Print
E-mail
Assyrian Christianity Faces PersecutionPublished: Thu, 01 Mar 2007 00:04:00 -0500 Evening had come over Baghdad, Iraq, nearly sixteen months after the 2003 invasion. Sunday evening services had begun throughout the city, and the 750,000+ Christians, mostly of Assyrian ethnicity, that live scattered across Iraq began to pray. Seven of these Christians died that evening, the evening of August 1st, 2004, and over fifty others lay wounded when coordinated bombs detonated outside of four churches in Baghdad and one in Mosul. Some have attributed this attack to the al-Qaeda operative Abu Musab al-Zarqawi. It was the first of many attacks that Islamic extremists have conducted against Iraqi Christians in an attempt to Islamify the country.
After the crucifixion and death of Jesus, the Apostle Thomas sent Thaddeus, one of the disciples briefly mentioned in the third chapter of the Gosple of Mark, to the small kingdom of Edessa. After preaching the gospel there and healing Abdu, an official of king Abgar's court, the nation turned from their worship of Ashur, the Assyrian god, and converted to Christianity. Theirs is the earliest church in the history of Christianity. For coming and bringing the gospel of Christ to them, the Assyrians named Thaddeus "Mar Addai," "mar" meaning "father" or sometimes, more appropriately, "saint" in Syriac, the language of the modern Assyrian people. Because of geographic, political, and even religious boundaries, this Assyrian Church of the East, as it is often called, remained isolated from the Roman churches that arose in the centuries after Jesus' death. By 200 A.D., the Assyrian Church produced its New Testament, written in Old Syriac, known as the "Peshita." This and later Syriac Peshitas became, and remain to this day, important texts for the understanding of Old and New Testament passages. By the sixth century, missionaries from the Assyrian Church had penetrated into Egypt, Syria, Persia, India, Mongolia, and even China. If not for the rise of Islam, the Mongols would probably have wholly converted to Christianity, changing the course of history in the region for centuries to come. In A.D. 448, Yezdegerd II, king of the Sassanid empire, began a persecution of the Armenian and Assyrian Christians within his kingdom. According to a late account of the massacre that ensued, ten bishops and 153,000 clergy and laity were slaughtered in the city of Karka d'Bait Sluk. This is only one example of many that shows the brutality and religious oppression the Assyrian Church has endured. On average, every fifty years, a massacre of Asyrians has taken place, at the hands of Jews, Kurds, Mongols, Persians, Arabs, and other peoples. Because of their suffering, which dwarfs that of any other church, the late Pope John Paul II called the Assyrian Church "the martyr's church," an unfortunately accurate epithet. In 1998, the Cathlicos-Patriarch of the Assyrian Church of the East, Mar Dinkha IV, traveled to the Vatican to meet Pope John Paul II and institute the first, major step towards increased union between these two, ancient churches.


_Task instructions:_ Across the listing below, how many lines contain "this"? Answer with the number and nothing else.
### Dataset records
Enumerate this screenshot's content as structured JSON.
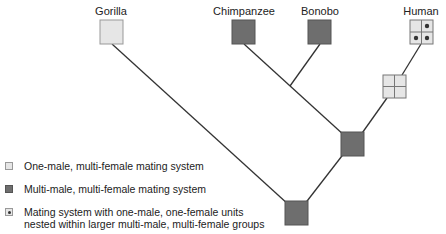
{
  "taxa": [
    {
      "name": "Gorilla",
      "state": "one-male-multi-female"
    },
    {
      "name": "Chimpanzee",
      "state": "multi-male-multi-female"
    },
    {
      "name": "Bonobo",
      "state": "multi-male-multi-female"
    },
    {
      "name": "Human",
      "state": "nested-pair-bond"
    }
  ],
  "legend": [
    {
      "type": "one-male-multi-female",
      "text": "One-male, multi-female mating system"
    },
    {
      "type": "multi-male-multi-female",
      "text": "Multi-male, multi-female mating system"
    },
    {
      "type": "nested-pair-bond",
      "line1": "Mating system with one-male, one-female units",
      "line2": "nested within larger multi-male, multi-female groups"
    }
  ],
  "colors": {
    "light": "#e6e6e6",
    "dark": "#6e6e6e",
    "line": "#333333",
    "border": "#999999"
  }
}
######
### Dataset records
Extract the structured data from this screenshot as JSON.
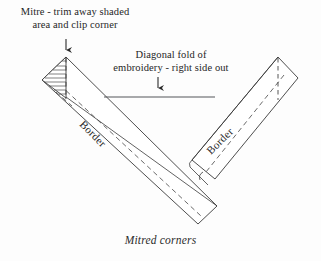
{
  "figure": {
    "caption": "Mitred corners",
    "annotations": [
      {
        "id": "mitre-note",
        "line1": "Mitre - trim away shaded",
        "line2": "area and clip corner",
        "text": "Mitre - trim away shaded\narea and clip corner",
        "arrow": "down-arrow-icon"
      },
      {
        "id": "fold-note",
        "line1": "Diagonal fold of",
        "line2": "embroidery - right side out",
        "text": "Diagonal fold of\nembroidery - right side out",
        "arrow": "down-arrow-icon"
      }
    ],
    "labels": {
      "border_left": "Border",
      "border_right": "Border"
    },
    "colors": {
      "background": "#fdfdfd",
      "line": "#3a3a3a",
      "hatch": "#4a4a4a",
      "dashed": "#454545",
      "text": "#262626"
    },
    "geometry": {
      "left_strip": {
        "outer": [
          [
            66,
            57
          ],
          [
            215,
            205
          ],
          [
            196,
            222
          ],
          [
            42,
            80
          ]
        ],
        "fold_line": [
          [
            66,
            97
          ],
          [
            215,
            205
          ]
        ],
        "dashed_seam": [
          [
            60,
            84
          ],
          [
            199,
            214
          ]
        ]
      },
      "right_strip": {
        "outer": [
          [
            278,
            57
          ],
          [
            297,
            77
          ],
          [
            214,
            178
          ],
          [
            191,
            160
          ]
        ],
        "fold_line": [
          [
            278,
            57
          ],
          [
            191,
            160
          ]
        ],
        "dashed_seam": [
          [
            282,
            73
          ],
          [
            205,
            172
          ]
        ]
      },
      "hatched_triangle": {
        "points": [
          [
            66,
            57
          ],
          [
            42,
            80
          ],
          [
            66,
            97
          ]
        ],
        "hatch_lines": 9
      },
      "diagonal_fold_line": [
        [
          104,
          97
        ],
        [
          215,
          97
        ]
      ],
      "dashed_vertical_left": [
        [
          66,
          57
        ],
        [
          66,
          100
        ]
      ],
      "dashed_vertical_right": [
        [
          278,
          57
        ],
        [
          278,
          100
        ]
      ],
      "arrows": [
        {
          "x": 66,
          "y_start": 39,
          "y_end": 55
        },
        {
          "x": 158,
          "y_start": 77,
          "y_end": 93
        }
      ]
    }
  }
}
######
_Written response:_ 2